Do you have a problem eating fish? Or is it strictly a skin contact allergy? Did you have an infection that was piggybacking on the allergic reaction caused skin damage?

I've got an allergy to aspartame. Obvious reaction symptoms are akin ulcers around my fingers and toes. It could get really bad (leaving bloody fingerprints) before a nephew discovered he had the same problem, and was able to trace it to a recent change to diet sodas. Doctors never figured it out. Amazing how much of the food production is contaminated with that stuff. If a production facility uses it in a product, there is a very good chance it will show up in everything else they make.

I also have a general allergy to fish. Doc said it is an allergy to a protein (perhaps an enzyme?) contained in fish muscles. I think this turned up around age 8-10. Discovered that asking waiters in Asian restaurants if there is fish in a dish isn't good enough. Oyster sauce causes a reaction. Doesn't much resemble a fish! I just avoid consuming anything that lives in the ocean, to be on the safe side.
At least it doesn't seem to be associated with anaphylactic shock to any notable extent, especially considering the huge increase in the price of an Epi-Pen. I think they were $20 when I first got one around '03, but now they list around $600.

Paul, Dammit! said...

Will- it's contact dermatitis. Constant exposure led to sensitivity, which led to allergy. I can eat fish fine, but the fish oil (and now many oils) cause my skin to slough off, so the open cuts and sores got infected a lot. Plus, stuffing 1,000lbs of bait into 400 traps every day led to a lot of pricks with fish bones, so the little staph infections around cuts worked their way deeper and eventually became persistant cellulitis and hung out between the bones, too.

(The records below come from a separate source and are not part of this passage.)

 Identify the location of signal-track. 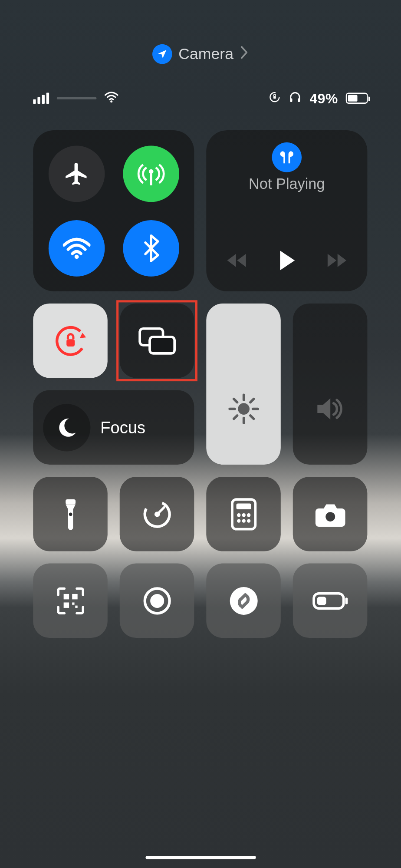
(76, 98). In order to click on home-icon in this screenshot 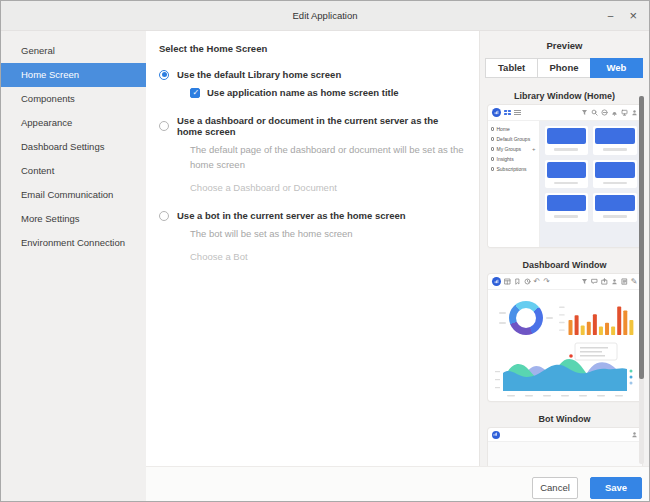, I will do `click(493, 129)`.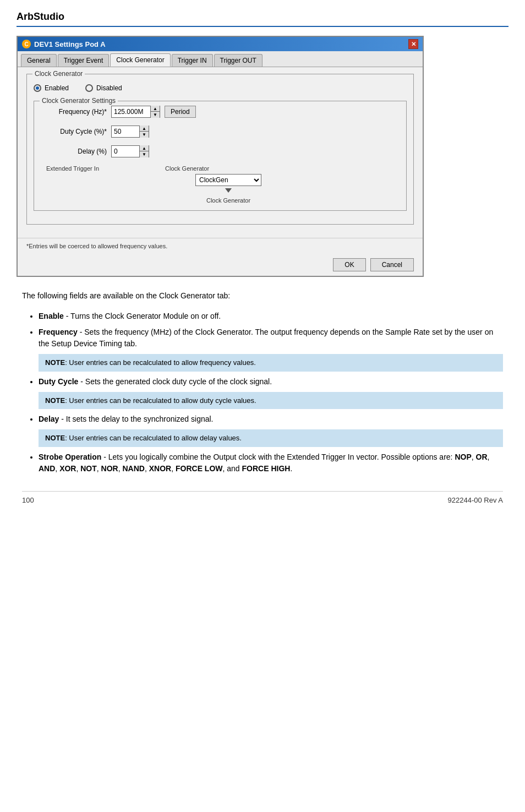 This screenshot has width=525, height=812. I want to click on dialog-buttons: OK Cancel, so click(220, 265).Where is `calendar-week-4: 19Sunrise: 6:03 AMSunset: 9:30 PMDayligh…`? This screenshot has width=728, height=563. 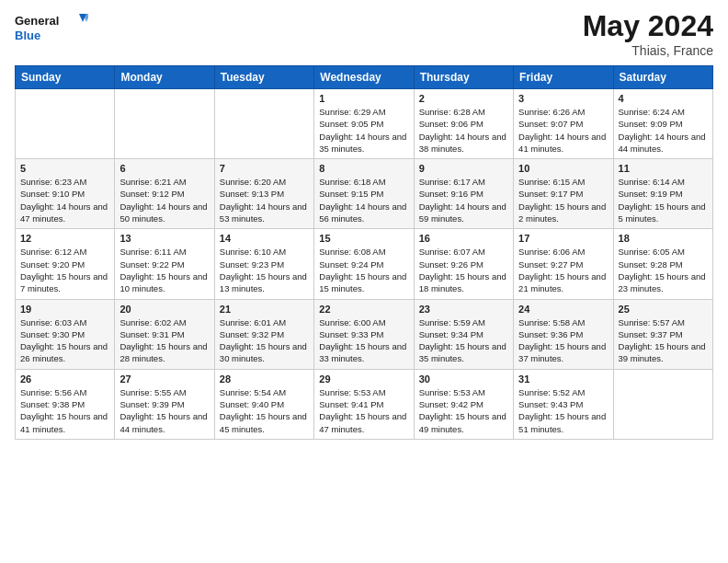
calendar-week-4: 19Sunrise: 6:03 AMSunset: 9:30 PMDayligh… is located at coordinates (364, 334).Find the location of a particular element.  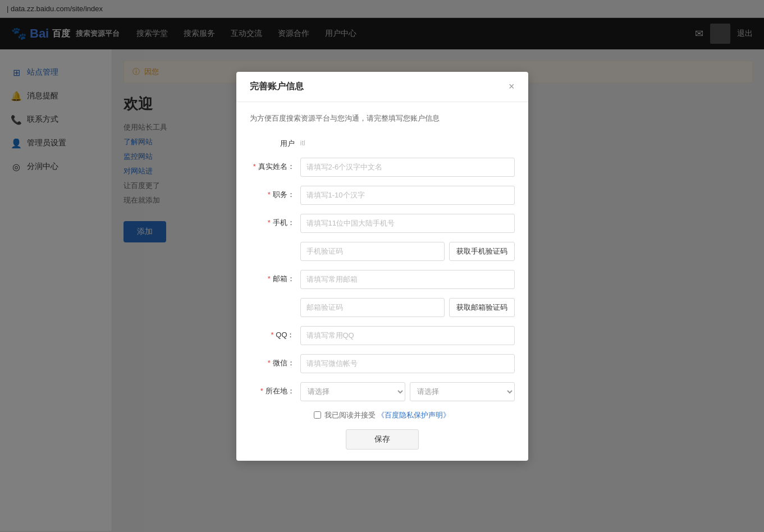

modal-header: 完善账户信息 × is located at coordinates (382, 87).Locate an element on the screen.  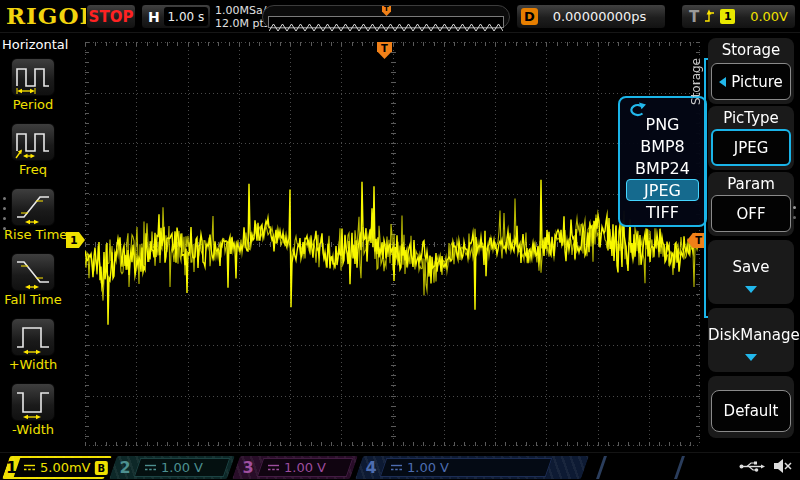
param-value: OFF is located at coordinates (750, 214).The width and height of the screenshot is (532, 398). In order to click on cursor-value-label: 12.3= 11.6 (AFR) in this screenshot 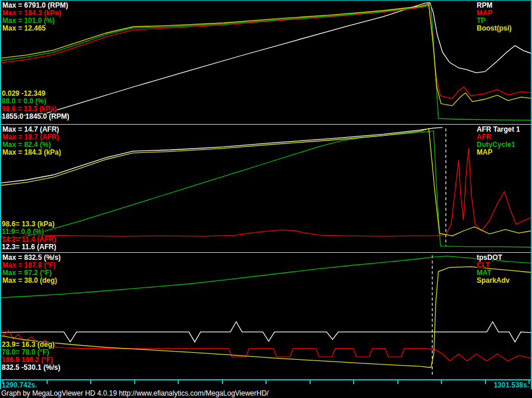, I will do `click(29, 247)`.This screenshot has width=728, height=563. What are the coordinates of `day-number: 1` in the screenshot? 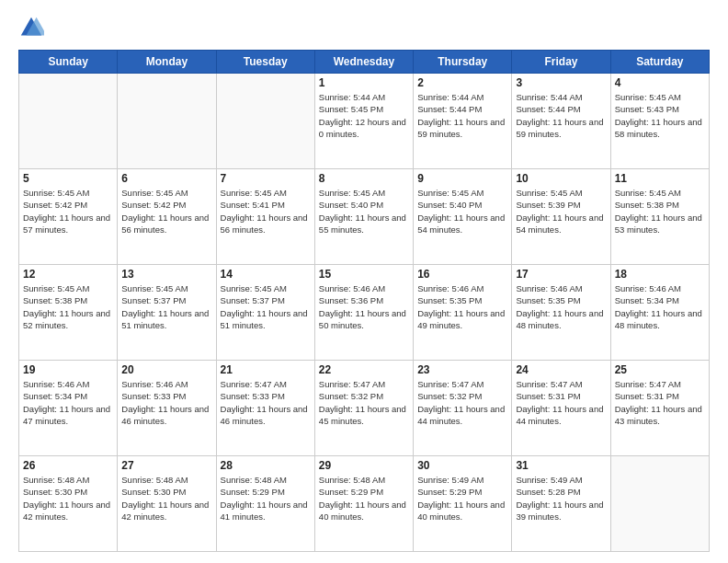 It's located at (364, 83).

I completely sympathize about the leaving bloody fingerprints part. Been there, too.
How often do you have flareups even with being cautious? I lose all the callus on my hands whenever I touch fish or certain types of oil (kerosene and diesel), but I haven't had an infection in my hands since I got over the fishing-related stuff.

Captain Jill said...

Thats beautiful work. I bet your wife will love it.